Thursday, November 20, 2008

Finance Lessons From a Curved World

Part1
in
Corporate Finance
Governance, Risk & Compliance

• This is a "monumental failure of risk management." "Any small business man would have said, 'This is a bet we're making, and if we're wrong about the bet, it could destroy our business,'" says Smick. He also believes that "a financial executive in a $5 million company would be absolutely appalled at the risk management techniques of our largest financial institutions."
• It's also a failure of regulatory oversight. The investment banks are not the only ones to blame. "Look," says Smick, "I can argue that a senior SEC official making $160,000 a year is no match for a Goldman Sachs executive making millions with lawyers who make millions and secretaries who make $200,000, apparently. You look at that situation and you realize, 'OK, if they want to hide risk ... they can figure out ways to circumvent the system.'"
However, he also notes that senior regulators, including the chairman of the Federal Reserve, his vice chairman, the U.S. Treasury secretary, and others at the highest level of the regulatory structure could have asked some fairly obvious questions six months before the collapse of the subprime credit market.
"Nobody asked, 'How can a bank get a 35 percent return on equity at a time when the premier investors are doing less than half of that? How are they doing all this?'" Smick points out. "Nobody asked such questions, and that's pretty incredible. Until it all blew up, nobody said, 'Wait, the numbers don't add up.'"
• Regulatory reform is more important than a bailout. While an immediate response, a "bailout," is necessary, Smick maintains that a massive overhaul of the existing U.S. financial regulatory structure is more important. Why? Because if global investors don't trust our banking CEOs, we're liable to repeat the mistakes that Japan committed in the 1990s when nonperforming loans were left to languish on balance sheets and the country experienced nearly seven years of an economic standstill.
"The bailout is a necessary attempt to clear balance sheets and also to buy time," Smick explains. "But ultimately ... they need to go to where the money is. The money is global." And, right now, trillions of dollars are idling in global money market funds, global hedge funds, sovereign hedge funds, and other types of investment vehicles. "The U.S. went into the slowdown before the rest of the world, and we'll probably be the first to come out if we can get our act together," Smick notes. "The U.S. financial system will be reliquefied a lot faster if we do something to attract this huge pile of capital just sitting on the sidelines globally."
This is where the need for a new regulatory structure comes in. The cornerstones of this overhaul, Smick argues, should address crucial areas with regard to the asset-backed securities market: standardization and liability protection.
By standardization, Smick means truth in labeling. "Future asset-based securities should list their DNA," he says. "Who issued it and what's inside?" In terms of liability protection, there should be penalties for being deceptive or wrong in describing the DNA. This sort of transparency will attract investors back into this market much more quickly than they might otherwise return. After all, there will be bargains to be had, much as there was in the early 1990s, thanks to the Resolution Trust Corporation, the government-owned asset management company that liquidated assets, including mortgage loans, following the savings and loan crisis of the 1980s.
• There are no new risk management lessons to learn here (only the same old behavioral lessons). There is a reason that comparisons to past financial crises are constantly cropping up in the media today: Variations of this crisis have happened before and will no doubt happen again.
"This is just greed and naïveté," Smick says, by way of answering a question as to whether there are any fresh risk management lessons to be gleaned from our latest financial crisis (answer: no). "Intense greed."
The investment bankers who first floated these sophisticated financial instruments were members of the varsity team, Smick explains. "They were pretty smart and they knew how to handle these instruments," he adds. "And then the junior varsity team took over. They weren't as smart, but they copied the varsity and things were OK. During the past four or five years, we've had the freshmen out there or the practice squad. Well, they didn't know what they were dealing with. All they knew was that they were making money hand over fist by shoving this stuff out the door. And they weren't experienced enough to ask what's in the stuff and whether it might come back to pollute the market's sense of the parent company's viability."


▶ INSTRUCTIONS TO FOLLOW
Total the lines of the listing below that hold the word "reductase". Output nothing except that number.

▶ SUPPLIED MATERIAL

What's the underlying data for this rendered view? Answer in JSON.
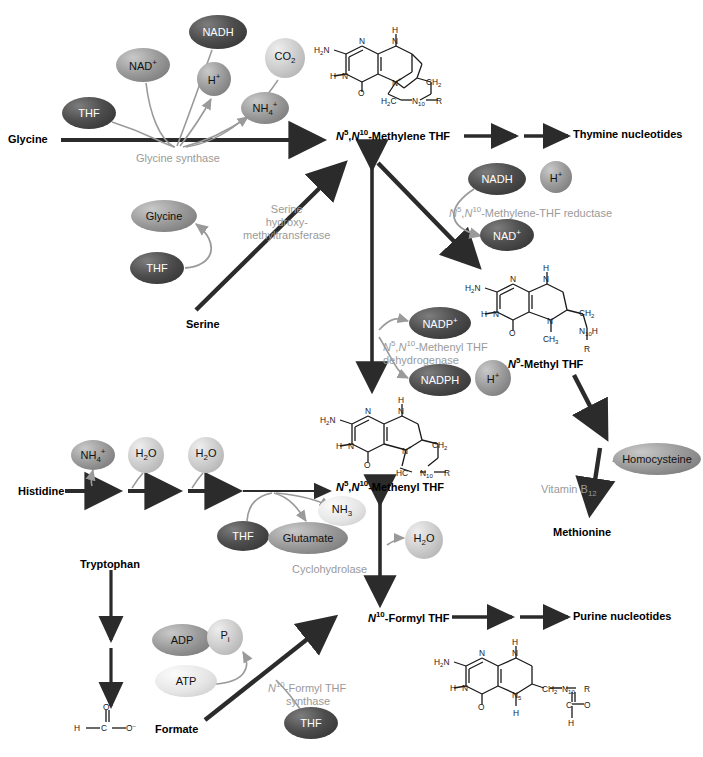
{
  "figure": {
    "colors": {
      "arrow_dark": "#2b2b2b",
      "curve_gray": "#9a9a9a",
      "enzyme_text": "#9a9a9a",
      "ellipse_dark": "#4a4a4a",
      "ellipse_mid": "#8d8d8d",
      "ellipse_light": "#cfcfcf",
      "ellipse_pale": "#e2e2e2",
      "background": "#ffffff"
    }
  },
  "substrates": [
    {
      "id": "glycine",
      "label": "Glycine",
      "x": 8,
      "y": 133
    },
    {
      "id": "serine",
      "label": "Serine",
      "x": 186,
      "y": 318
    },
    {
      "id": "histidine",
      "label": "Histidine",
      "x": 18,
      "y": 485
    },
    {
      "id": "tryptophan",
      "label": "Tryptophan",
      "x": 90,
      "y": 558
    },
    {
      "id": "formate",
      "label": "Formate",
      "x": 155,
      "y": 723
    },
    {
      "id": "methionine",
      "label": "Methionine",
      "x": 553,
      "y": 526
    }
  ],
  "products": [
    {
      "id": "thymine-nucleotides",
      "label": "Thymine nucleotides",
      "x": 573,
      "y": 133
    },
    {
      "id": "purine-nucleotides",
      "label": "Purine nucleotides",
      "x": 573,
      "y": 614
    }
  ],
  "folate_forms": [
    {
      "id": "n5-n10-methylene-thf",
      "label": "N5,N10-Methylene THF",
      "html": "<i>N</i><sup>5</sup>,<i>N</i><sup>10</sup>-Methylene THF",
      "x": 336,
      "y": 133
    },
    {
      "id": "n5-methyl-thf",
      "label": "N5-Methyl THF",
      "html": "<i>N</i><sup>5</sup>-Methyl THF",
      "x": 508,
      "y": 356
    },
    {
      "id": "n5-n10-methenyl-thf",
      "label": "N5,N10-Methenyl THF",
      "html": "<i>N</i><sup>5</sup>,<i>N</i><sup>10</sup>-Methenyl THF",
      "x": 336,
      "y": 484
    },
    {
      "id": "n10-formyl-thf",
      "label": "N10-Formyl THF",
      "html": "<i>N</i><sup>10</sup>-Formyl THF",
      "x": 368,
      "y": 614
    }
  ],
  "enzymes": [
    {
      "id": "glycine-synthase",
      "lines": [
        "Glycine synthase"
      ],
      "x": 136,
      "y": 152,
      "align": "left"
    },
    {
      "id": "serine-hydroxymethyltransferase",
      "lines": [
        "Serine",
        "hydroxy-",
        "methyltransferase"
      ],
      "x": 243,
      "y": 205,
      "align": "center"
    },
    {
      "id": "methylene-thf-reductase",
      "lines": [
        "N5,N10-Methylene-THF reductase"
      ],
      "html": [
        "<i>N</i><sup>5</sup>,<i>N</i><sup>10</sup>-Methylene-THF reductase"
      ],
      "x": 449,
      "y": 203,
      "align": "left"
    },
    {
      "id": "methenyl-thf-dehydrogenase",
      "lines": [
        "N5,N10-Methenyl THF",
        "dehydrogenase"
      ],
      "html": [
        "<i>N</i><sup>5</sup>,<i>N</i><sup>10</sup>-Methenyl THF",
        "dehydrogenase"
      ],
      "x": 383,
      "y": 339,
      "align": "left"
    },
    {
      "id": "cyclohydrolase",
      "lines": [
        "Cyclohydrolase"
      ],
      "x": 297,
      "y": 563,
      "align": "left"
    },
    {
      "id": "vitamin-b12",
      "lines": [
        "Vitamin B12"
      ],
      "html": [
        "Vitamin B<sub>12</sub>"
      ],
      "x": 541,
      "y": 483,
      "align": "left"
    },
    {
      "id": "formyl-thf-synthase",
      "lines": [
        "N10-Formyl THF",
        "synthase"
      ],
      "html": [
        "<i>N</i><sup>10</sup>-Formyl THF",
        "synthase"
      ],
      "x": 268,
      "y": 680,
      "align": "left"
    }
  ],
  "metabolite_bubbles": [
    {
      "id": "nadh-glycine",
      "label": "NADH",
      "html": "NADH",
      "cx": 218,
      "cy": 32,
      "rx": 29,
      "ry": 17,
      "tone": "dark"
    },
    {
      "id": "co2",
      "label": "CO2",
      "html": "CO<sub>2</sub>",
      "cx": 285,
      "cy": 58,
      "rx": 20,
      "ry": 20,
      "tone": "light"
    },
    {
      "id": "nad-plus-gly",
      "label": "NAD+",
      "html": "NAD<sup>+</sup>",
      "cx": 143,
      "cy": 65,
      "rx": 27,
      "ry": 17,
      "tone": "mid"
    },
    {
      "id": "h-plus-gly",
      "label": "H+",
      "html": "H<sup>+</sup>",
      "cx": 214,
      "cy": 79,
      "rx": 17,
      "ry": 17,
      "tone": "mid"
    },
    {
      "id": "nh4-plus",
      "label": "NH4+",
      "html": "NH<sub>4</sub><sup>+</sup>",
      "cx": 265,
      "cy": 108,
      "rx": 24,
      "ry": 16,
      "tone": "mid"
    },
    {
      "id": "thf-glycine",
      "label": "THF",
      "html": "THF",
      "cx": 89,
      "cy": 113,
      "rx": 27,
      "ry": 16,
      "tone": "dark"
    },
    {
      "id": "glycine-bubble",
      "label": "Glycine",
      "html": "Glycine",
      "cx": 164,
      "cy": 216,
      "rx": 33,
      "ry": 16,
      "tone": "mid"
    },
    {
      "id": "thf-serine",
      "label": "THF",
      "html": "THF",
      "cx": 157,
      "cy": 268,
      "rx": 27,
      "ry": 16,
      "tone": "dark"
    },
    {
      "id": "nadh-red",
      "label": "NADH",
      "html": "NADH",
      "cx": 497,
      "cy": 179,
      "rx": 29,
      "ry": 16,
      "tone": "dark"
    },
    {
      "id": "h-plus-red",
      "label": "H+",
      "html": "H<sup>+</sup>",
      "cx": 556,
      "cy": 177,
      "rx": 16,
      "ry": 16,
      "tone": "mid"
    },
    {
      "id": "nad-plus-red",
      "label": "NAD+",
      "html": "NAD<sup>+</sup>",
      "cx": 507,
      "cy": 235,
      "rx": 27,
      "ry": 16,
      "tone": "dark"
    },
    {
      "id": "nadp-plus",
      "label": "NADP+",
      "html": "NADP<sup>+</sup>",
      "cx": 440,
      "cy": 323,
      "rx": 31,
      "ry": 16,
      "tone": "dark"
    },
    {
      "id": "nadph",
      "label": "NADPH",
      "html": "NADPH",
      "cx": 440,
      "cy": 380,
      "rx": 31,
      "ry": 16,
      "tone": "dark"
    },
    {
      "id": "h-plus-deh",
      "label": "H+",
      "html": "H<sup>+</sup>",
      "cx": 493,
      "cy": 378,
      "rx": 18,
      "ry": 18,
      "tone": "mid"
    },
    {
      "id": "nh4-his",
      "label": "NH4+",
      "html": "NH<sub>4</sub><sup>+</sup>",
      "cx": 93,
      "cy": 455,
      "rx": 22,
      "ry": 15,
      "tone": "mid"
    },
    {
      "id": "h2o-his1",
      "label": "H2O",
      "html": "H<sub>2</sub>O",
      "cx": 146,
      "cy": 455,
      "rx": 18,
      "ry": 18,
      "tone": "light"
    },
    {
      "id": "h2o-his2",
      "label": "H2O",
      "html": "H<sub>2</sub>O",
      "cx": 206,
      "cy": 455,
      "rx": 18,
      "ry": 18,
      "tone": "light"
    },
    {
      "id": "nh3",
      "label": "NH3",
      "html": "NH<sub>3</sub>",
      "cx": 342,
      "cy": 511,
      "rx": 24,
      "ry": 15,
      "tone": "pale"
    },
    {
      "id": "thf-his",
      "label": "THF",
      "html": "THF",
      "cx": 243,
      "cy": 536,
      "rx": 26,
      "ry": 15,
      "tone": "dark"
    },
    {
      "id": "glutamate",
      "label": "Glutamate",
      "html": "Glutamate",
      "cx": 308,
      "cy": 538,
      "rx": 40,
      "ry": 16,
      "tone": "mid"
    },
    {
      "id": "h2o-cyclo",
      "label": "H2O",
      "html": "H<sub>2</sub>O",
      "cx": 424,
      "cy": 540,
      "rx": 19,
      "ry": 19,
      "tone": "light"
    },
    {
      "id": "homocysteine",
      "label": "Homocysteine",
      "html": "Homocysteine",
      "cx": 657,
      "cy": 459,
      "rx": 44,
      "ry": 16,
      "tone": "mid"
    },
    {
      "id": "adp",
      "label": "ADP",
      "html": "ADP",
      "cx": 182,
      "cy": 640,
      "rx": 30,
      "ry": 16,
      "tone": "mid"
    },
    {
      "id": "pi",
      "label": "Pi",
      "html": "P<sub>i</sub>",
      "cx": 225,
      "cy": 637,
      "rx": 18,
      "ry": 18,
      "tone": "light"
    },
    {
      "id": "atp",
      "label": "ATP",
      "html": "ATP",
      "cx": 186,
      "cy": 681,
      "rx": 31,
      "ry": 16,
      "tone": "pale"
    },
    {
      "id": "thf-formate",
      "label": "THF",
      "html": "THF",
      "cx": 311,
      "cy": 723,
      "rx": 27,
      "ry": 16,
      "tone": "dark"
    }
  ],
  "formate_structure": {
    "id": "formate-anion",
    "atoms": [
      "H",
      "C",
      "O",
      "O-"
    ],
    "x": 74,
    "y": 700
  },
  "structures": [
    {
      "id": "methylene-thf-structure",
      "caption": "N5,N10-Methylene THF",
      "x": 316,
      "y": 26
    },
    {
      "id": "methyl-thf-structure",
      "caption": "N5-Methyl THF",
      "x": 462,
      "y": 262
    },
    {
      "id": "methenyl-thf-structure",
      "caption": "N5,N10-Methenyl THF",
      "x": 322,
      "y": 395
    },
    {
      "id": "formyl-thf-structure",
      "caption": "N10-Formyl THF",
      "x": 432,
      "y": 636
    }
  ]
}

▶ EXPECTED ANSWER
3